Thursday, 23 July 2009

The gap between rich and poor

Question Time this evening has yet again been a polarised affair. Polarised, that is between people talking rubbish (Shirley Williams, Geoff Hoon and George Galloway) and people talking sense (Sayeeda Warsi and, especially, Clive James). 

There has been plenty of nonsense talked over the past few months, but the basic wrongness of some of what has been said this evening, needs to be refuted. I particular, I'm amazed that people are still fooled by wailing about "the gap between rich and poor". 

Shirley Williams sat there this evening complaining that bankers make lots of money. Much more money than people who aren't bankers. Some people make only a hundredth of that bankers make. Boo hoo. This is a very old argument, and it's wrong. Just because the gap is bigger doesn't mean that people are worse off. It just means that the richest people have got richer faster, which is only a bad thing if you suffer from Shirley Williams / George Galloway style envy. The poorest people in the country, and in the world in general are hugely better off than they used to be: they're living longer too, which gives the population alarmists a reason to twist their knickers yet further. 

The gap between rich and poor is not a problem. It's part of wealth creation - it's not pretty, but it exists. And Shirley Williams really ought to have got over it by now.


■ **WORK ORDER**:
Give back every entry exactly as it is written, but not the pictures.

START DATA SUPPLIED

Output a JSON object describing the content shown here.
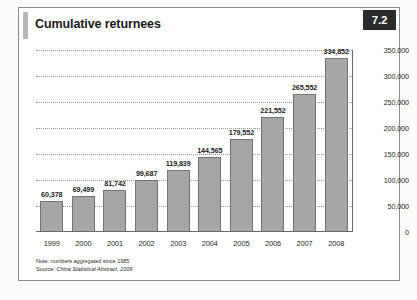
{
  "figure": {
    "title": "Cumulative returnees",
    "number": "7.2"
  },
  "notes": {
    "note": "Note: numbers aggregated since 1985",
    "source_label": "Source: ",
    "source_italic": "China Statistical Abstract, 2009"
  },
  "chart_data": {
    "type": "bar",
    "title": "Cumulative returnees",
    "xlabel": "",
    "ylabel": "",
    "categories": [
      "1999",
      "2000",
      "2001",
      "2002",
      "2003",
      "2004",
      "2005",
      "2006",
      "2007",
      "2008"
    ],
    "values": [
      60378,
      69499,
      81742,
      99687,
      119839,
      144565,
      179552,
      221552,
      265552,
      334852
    ],
    "value_labels": [
      "60,378",
      "69,499",
      "81,742",
      "99,687",
      "119,839",
      "144,565",
      "179,552",
      "221,552",
      "265,552",
      "334,852"
    ],
    "ylim": [
      0,
      350000
    ],
    "yticks": [
      0,
      50000,
      100000,
      150000,
      200000,
      250000,
      300000,
      350000
    ],
    "ytick_labels": [
      "0",
      "50,000",
      "100,000",
      "150,000",
      "200,000",
      "250,000",
      "300,000",
      "350,000"
    ],
    "grid": true,
    "grid_style": "dotted-horizontal",
    "legend": "none",
    "bar_color": "#a6a6a6",
    "bar_border_color": "#747474",
    "axis_position": "right"
  },
  "colors": {
    "badge_background": "#2b2b2b",
    "badge_text": "#ffffff",
    "title_accent": "#b7b7b7",
    "frame_border": "#8e8e8e",
    "axis_line": "#6b6b6b",
    "grid_line": "#9a9a9a"
  }
}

END DATA SUPPLIED

■ **TASK ANSWER**:
Output a JSON object describing the content shown here.
{
  "figure": {
    "title": "Cumulative returnees",
    "number": "7.2"
  },
  "notes": {
    "note": "Note: numbers aggregated since 1985",
    "source_label": "Source: ",
    "source_italic": "China Statistical Abstract, 2009"
  },
  "chart_data": {
    "type": "bar",
    "title": "Cumulative returnees",
    "xlabel": "",
    "ylabel": "",
    "categories": [
      "1999",
      "2000",
      "2001",
      "2002",
      "2003",
      "2004",
      "2005",
      "2006",
      "2007",
      "2008"
    ],
    "values": [
      60378,
      69499,
      81742,
      99687,
      119839,
      144565,
      179552,
      221552,
      265552,
      334852
    ],
    "value_labels": [
      "60,378",
      "69,499",
      "81,742",
      "99,687",
      "119,839",
      "144,565",
      "179,552",
      "221,552",
      "265,552",
      "334,852"
    ],
    "ylim": [
      0,
      350000
    ],
    "yticks": [
      0,
      50000,
      100000,
      150000,
      200000,
      250000,
      300000,
      350000
    ],
    "ytick_labels": [
      "0",
      "50,000",
      "100,000",
      "150,000",
      "200,000",
      "250,000",
      "300,000",
      "350,000"
    ],
    "grid": true,
    "grid_style": "dotted-horizontal",
    "legend": "none",
    "bar_color": "#a6a6a6",
    "bar_border_color": "#747474",
    "axis_position": "right"
  },
  "colors": {
    "badge_background": "#2b2b2b",
    "badge_text": "#ffffff",
    "title_accent": "#b7b7b7",
    "frame_border": "#8e8e8e",
    "axis_line": "#6b6b6b",
    "grid_line": "#9a9a9a"
  }
}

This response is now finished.